Interesting, however I feel like learning to code in a browser (even if it's JavaScript) doesn't work.<p>Sure, you may learn how to do a for loop or how variables work. But, you don't learn how to <i>actually</i> use the language. Setting up a development environment, and understanding how everything is connected is much more important.<p>Let's say you ace everything here, on CodeAcademy, etc. You still can't actually build anything.<p>(For more on this, see this article from HN a few days ago: <a href="http://blog.zackshapiro.com/want-to-learn-to-code-start-here" rel="nofollow">http://blog.zackshapiro.com/want-to-learn-to-code-start-here</a>)
The first thing I always try on sites like these is stuff like this:<p>__import__('commands').getstatusoutput('ls /')<p>or<p>__import__('subprocess').call(["ls", "-l"])<p>which gets blocked by the interpreter somehow with<p>exceptions.OSError - [Errno 11] Resource temporarily unavailable<p>I'm curious as to how you managed to do this - I've always been interested in how to sandbox something like this.
This is beautiful and the usability is great. But can anyone recommend some online interactive Python learning that starts at the intermediate level? I need Pai Mei to whip my sorry skills into shape, starting with OOP, sockets, image handling, and maybe data persistence?
"Your turn now - go on and change the following code to compute the sum of the numbers 1 through 5."<p>If you input 15 and submit, it says the answer is correct. Do all online code courses just check for the retured value?<p>How do these services deal with someone running sum(i for i in xrange(1000000000000000000))?
Tried the test to define unique. Wrote<p><pre><code> def unique(s):
return list(set(s))
</code></pre>
and it gave assertion errors. Nice presentation ... but incorrect Python implementation.
Seems like there is a bug over here <a href="http://pythonmonk.com/learning/books/17-python-primer/chapters/98-conditional-expressions/lessons/240-conditional-expressions" rel="nofollow">http://pythonmonk.com/learning/books/17-python-primer/chapte...</a><p>"Evaluates to True when age is 40 and name is "Bob" , which should be fine i think.
I think this is a great way to get beginners / students coding, but the end product might be what we now know as "bolt-on" engineers.
They put components together and build beautiful functional products, until it breaks and they have no idea what's "under the hood"
This is really cool. I think the assertions that this learn-in-the-browser thing doesn't work is because folks on HN have seen so many entry-level courses at this point.<p>More interestingly, can I get transfer credits from Codecademy instead?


• **DIRECTIONS FOR THIS TASK**
Give the data again exactly as written, skipping any pictures.

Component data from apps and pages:
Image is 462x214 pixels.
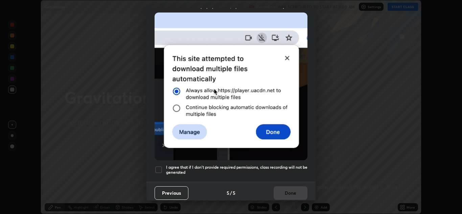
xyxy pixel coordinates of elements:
[166,165,308,175] h5: I agree that if I don't provide required permissions, class recording will not be generated
[230,190,232,197] h4: /
[233,190,236,197] h4: 5
[155,187,189,200] button: Previous
[155,13,308,160] img: downloads-permission-blocked.gif
[227,190,230,197] h4: 5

• **RESPONSE BOX**
Image is 462x214 pixels.
xyxy pixel coordinates of elements:
[166,165,308,175] h5: I agree that if I don't provide required permissions, class recording will not be generated
[230,190,232,197] h4: /
[233,190,236,197] h4: 5
[155,187,189,200] button: Previous
[155,13,308,160] img: downloads-permission-blocked.gif
[227,190,230,197] h4: 5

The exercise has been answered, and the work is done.